The process coefficient 𝑝 =𝑓−1 is not available
In case 2, we consider 𝑢1 and 𝑖 as the output measurements :
𝑏1 𝑑𝑢1(𝑡)
𝑑𝑡= 𝑎1
𝑑𝑖(𝑡)
𝑑𝑡+i(t)
Using the LS method we obtain an estimate of 𝑇=[𝑏1 𝑎1].

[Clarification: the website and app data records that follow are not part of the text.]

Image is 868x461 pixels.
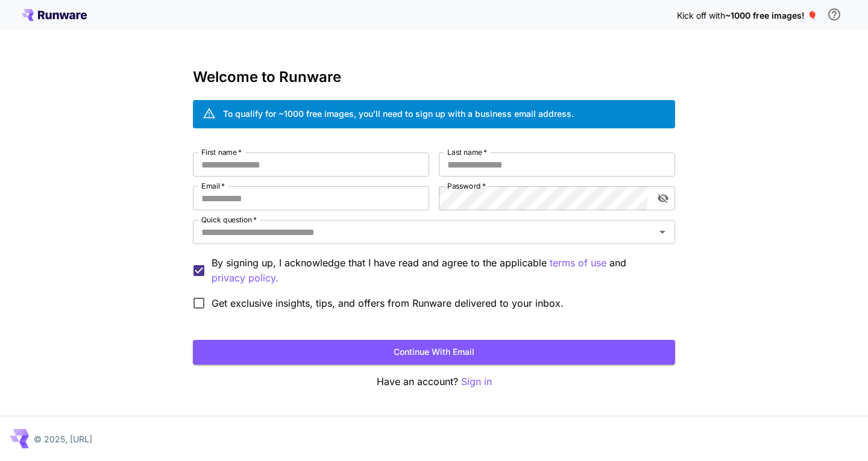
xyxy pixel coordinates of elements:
span: Kick off with [677,10,725,20]
label: Email [202,181,225,191]
button: By signing up, I acknowledge that I have read and agree to the applicable and privacy policy. [549,256,606,271]
p: terms of use [549,256,606,271]
p: Have an account? [193,374,675,389]
button: Sign in [461,374,492,389]
p: privacy policy. [211,271,278,286]
label: Password [447,181,486,191]
button: In order to qualify for free credit, you need to sign up with a business email address and click ... [822,2,846,26]
p: By signing up, I acknowledge that I have read and agree to the applicable and [211,256,666,286]
h3: Welcome to Runware [193,69,675,85]
label: First name [202,147,241,157]
button: toggle password visibility [652,187,674,209]
button: Continue with email [193,340,675,364]
label: Quick question [202,214,256,225]
label: Last name [447,147,487,157]
button: Open [654,223,671,241]
p: © 2025, [URL] [34,433,92,445]
button: By signing up, I acknowledge that I have read and agree to the applicable terms of use and [211,271,278,286]
span: Get exclusive insights, tips, and offers from Runware delivered to your inbox. [211,296,564,310]
div: To qualify for ~1000 free images, you’ll need to sign up with a business email address. [223,107,573,120]
span: ~1000 free images! 🎈 [725,10,817,20]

The process coefficient 𝑝 =𝑓−1 is available : 𝑝 𝑇=[R C]
Exercise :
Describes the LS procedure
Gives the parameter residual
Application of the LS method
R
C 𝑢2 𝑢1
i
Case 2 :
𝐶 𝑑𝑢1(𝑡)
𝑑𝑡= 𝑅𝐶
𝑑𝑖(𝑡)
𝑑𝑡+i(t)
Using an implicit Euler approximation
𝐶 𝑢1𝑛+1−𝑢1𝑛
𝑡-RC
𝑖𝑛+1−𝑖𝑛
𝑡= 𝑖𝑛+1
𝑖𝑛+1= −𝑖𝑛+1−𝑖𝑛
𝑡
𝑢1𝑛+1−𝑢1𝑛
𝑡
𝑅𝐶𝐶
Application of the LS method
R
C 𝑢2 𝑢1
i
M T K T F
1
...
n nT T T
T tt t
Numeric modelisation : (Mathematical Lecturer of UTC)
Robust residual generation for model-based fault diagnosis of dynamic
systems, phd Thesis of Jie Chen, 1995.
Robust Model based fault diagnosis for dynamic systems, by Jie Chen and
R.J. Patton, Edition Springer 1999.
Fault diagnosis of dynamic systems using model-based and filtering
approaches by Silvio Simani 2006.
Model-based Fault Diagnosis Techniques Design Schemes, Algorithms,
and Tools, by Steven X. Ding, Edition Springer 2007
Fault – Diagnosis Applications, by Rolf Isermann, Edition Springer 2011.